Bob the Pussy Di Queero is no match for legend Lawrence Tierney!
Reservoir Dogs and later careerIn 1991, Quentin Tarantino cast him in a supporting role as crime lord Joe Cabot in Reservoir Dogs. The success of the film bookended Tierney's career in playing gangsters. In an homage to his first starring role, Tierney reports that one of his henchmen was "dead as Dillinger".[23] During production, Tierney's off-screen antics both amused and disturbed the cast and crew. At the end of his first week of directing Reservoir Dogs, Tarantino got into a fist fight with Tierney and fired him. He later referred to Tierney as "a complete lunatic" who "just needed to be sedated".[24]
Despite his reputation as a brawler and being difficult to work with, Tierney remained in steady demand as a character actor in Hollywood until he suffered a mild stroke in 1995 which made him gradually slow his career. He had suffered a previous stroke in 1982. He turned to doing voice-over work on animated features and made occasional appearances in film and television (most of which feature him only sitting) as his health slowly deteriorated until his death. One of Tierney's later roles was an uncredited cameo appearance as Bruce Willis' invalid father in Armageddon (1998) in a short scene which ended up being deleted from the theatrical version. The same year, his long-time agent, Don Gerler, recounted Tierney's continuing troubles with the law: "A few years back [in 1994] I was still bailing him out of jail. He was 75-years-old and still the toughest guy in the bar!"[3] His final acting role was a small part in the 1999 independent film Evicted, written and directed by his nephew Michael Tierney, after which Lawrence Tierney, then age 80, retired from acting altogether.
Off-screen troublesTierney's numerous arrests for being drunk and disorderly and jail terms for assault on civilians and lawmen alike took a toll on his career.[1] He was an admitted alcoholic who tried to go sober in 1982 after having a mild stroke, once observing during a 1987 interview that he "threw away about seven careers through drink".[21]
Between 1944 and 1951, Tierney was arrested over 12 times in Los Angeles for brawling, frequently for drunkenness which included ripping a public telephone off a wall in a bar, hitting a waiter in the face with a sugar bowl for refusing to serve him any more drinks, and attempting to choke a taxi driver.[25] He was jailed for three months for brawling in May 1947[26] and again in June 1949[27] and drunkenness in January 1949[28] and October 1950.[29] His legal troubles included a 90-day jail sentence which he served from August to October 1951 for breaking a New York college student's jaw during another barroom brawl. He served 66 days in the city jail in Chicago, Illinois from March to May 1952 for drunk and disorderly charges.[30][31][32] In October 1951, he was sent to a mental hospital in Chicago after being found disheveled in a church.[33] In New York City, he was arrested for assault and battery of a barroom pianist in August 1953 and again in October 1958 for resisting arrest and assaulting two police officers in another barroom brawl.[34][35] At the time of his October 1958 arrest outside a Manhattan bar, The New York Times reported that he had been arrested six times in California and five in New York City on similar charges.[35]
In January 1973, he was stabbed in a bar fight on the West Side of Manhattan.[36] Two years later, Tierney was questioned by New York City police in connection with the apparent suicide of a 24-year-old woman who had jumped from the window of her high-rise apartment. Tierney told police "I had just gotten there, and she just went out the window." He never was arrested or charged with the young woman's death.[3] The apparent suicide closely resembles the death of Rosa, played by Allene Roberts in the 1951 film The Hoodlum.[improper synthesis?] Tierney's Vincent Lubeck, the hoodlum of the title, is suspected of driving Rosa into throwing herself off a roof shortly after talking to Lubeck.
In July 1991, during the filming of Reservoir Dogs, Tierney shot at his nephew in a drunken rage at his Hollywood apartment, and was arrested and jailed. He was released for a day from the jail to continue filming, as recounted by the film's director Quentin Tarantino in an interview. As a result, Tarantino never again worked with or hired Tierney to act in his films.[37]
Personal life and deathWith much of his career and personal life repeatedly embroiled in legal problems and hampered by chronic alcoholism, Tierney elected to never marry despite having several short-term relationships with a number of women in the 1940s, 1950s and 1960s. He did, however, father a daughter named Elizabeth who was born in 1961.[1][3][38]
Both of Tierney's younger brothers preceded him in death, Edward dying in 1983 and Gerard (actor Scott Brady) in 1985. On February 26, 2002, at age 82, Lawrence Tierney died in his sleep of pneumonia in a Los Angeles nursing home where he had been residing for one year after suffering another debilitating stoke.[39]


## INSTRUCTIONS TO FOLLOW
Your task is to give the records again exactly. Leave each picture out.

## EXTRACTED ENTRIES
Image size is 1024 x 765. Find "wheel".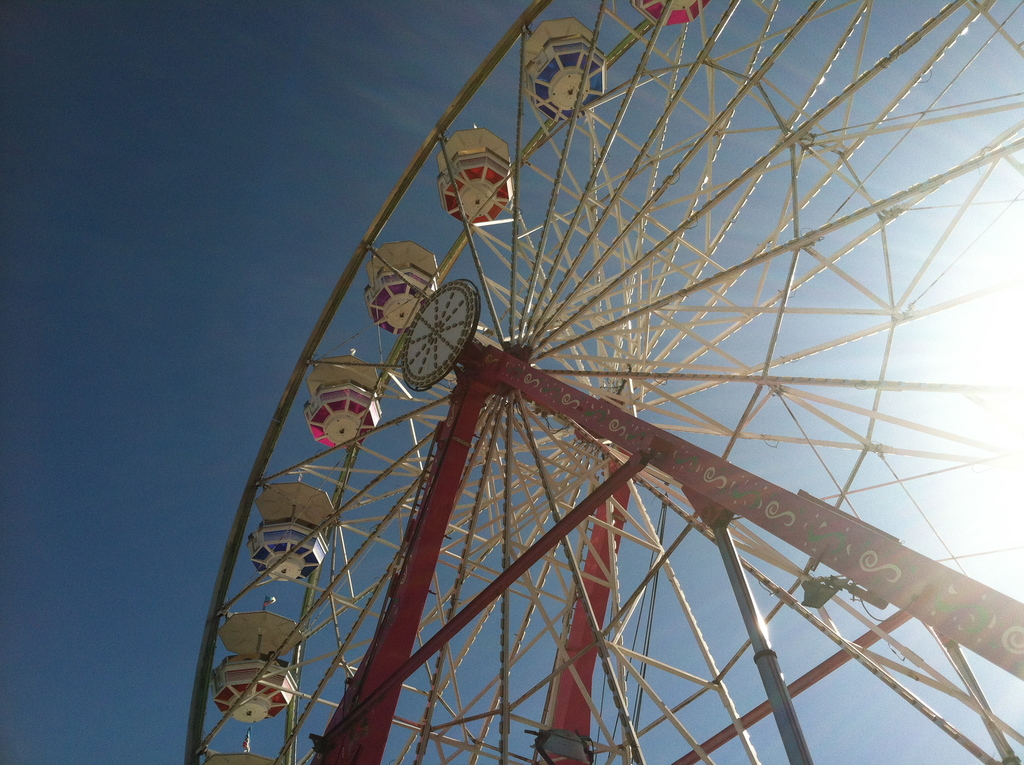
(x1=184, y1=0, x2=1023, y2=764).
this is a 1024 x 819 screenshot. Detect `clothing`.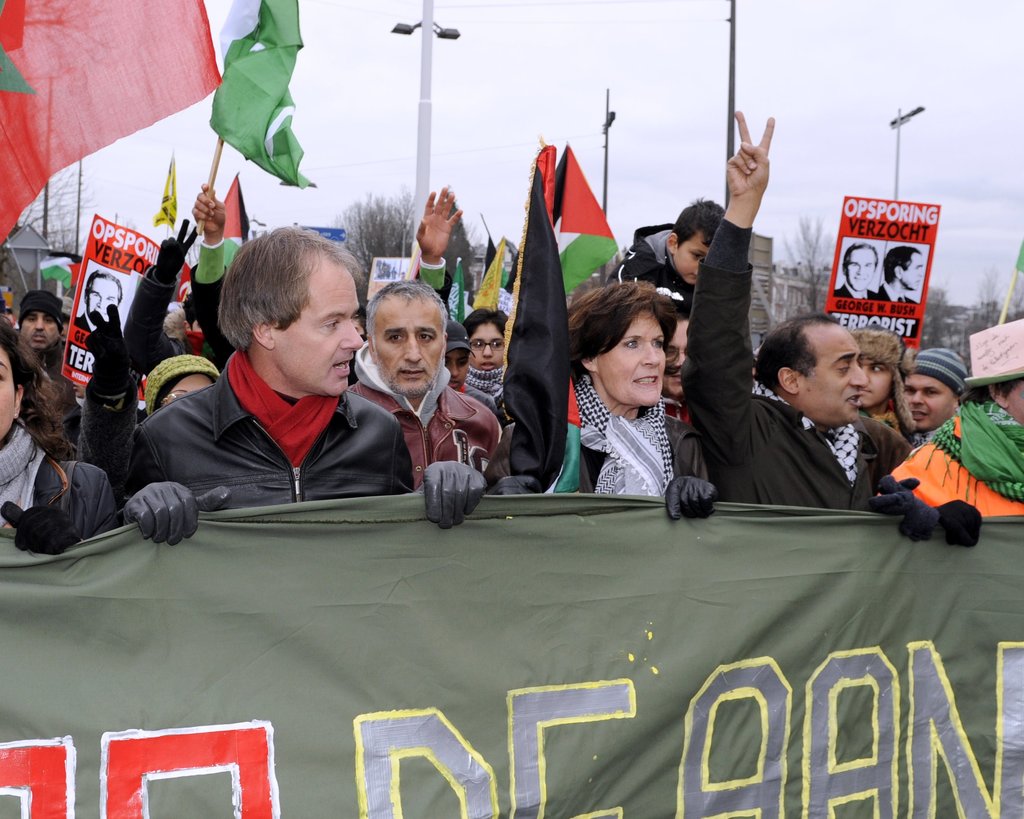
{"x1": 885, "y1": 403, "x2": 1023, "y2": 517}.
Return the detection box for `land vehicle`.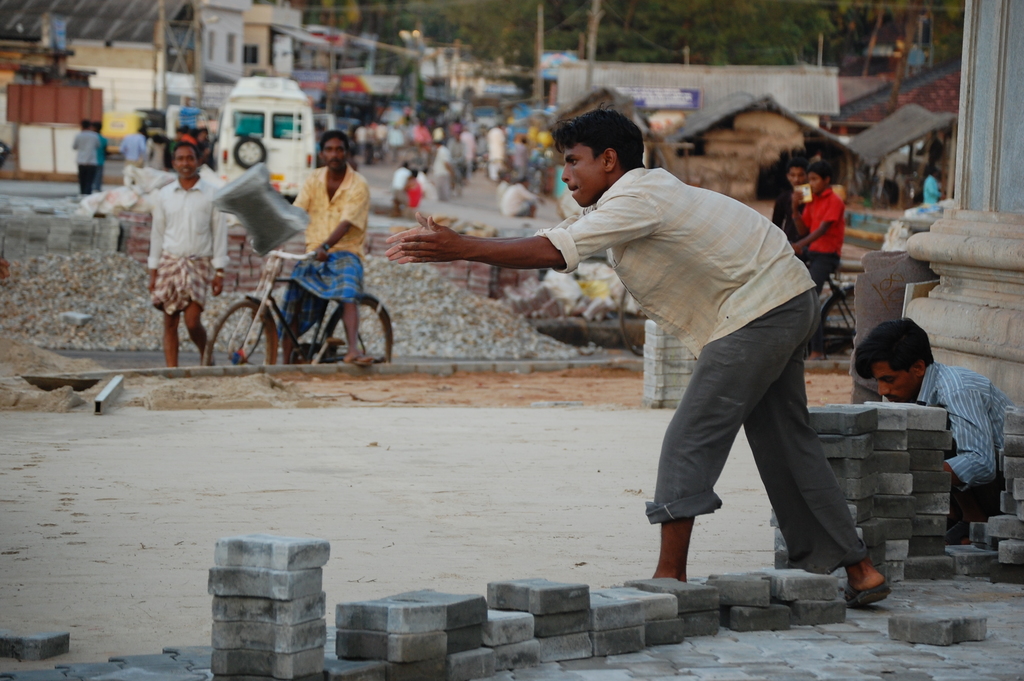
box=[219, 235, 389, 375].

## RESPONSE TO THIS EXERCISE
Image size is 1024 x 765. Find "wheel".
(x1=184, y1=0, x2=1023, y2=764).
this is a 1024 x 819 screenshot. Detect `clothing`.
{"x1": 885, "y1": 403, "x2": 1023, "y2": 517}.
Return the detection box for `land vehicle`.
box=[219, 235, 389, 375].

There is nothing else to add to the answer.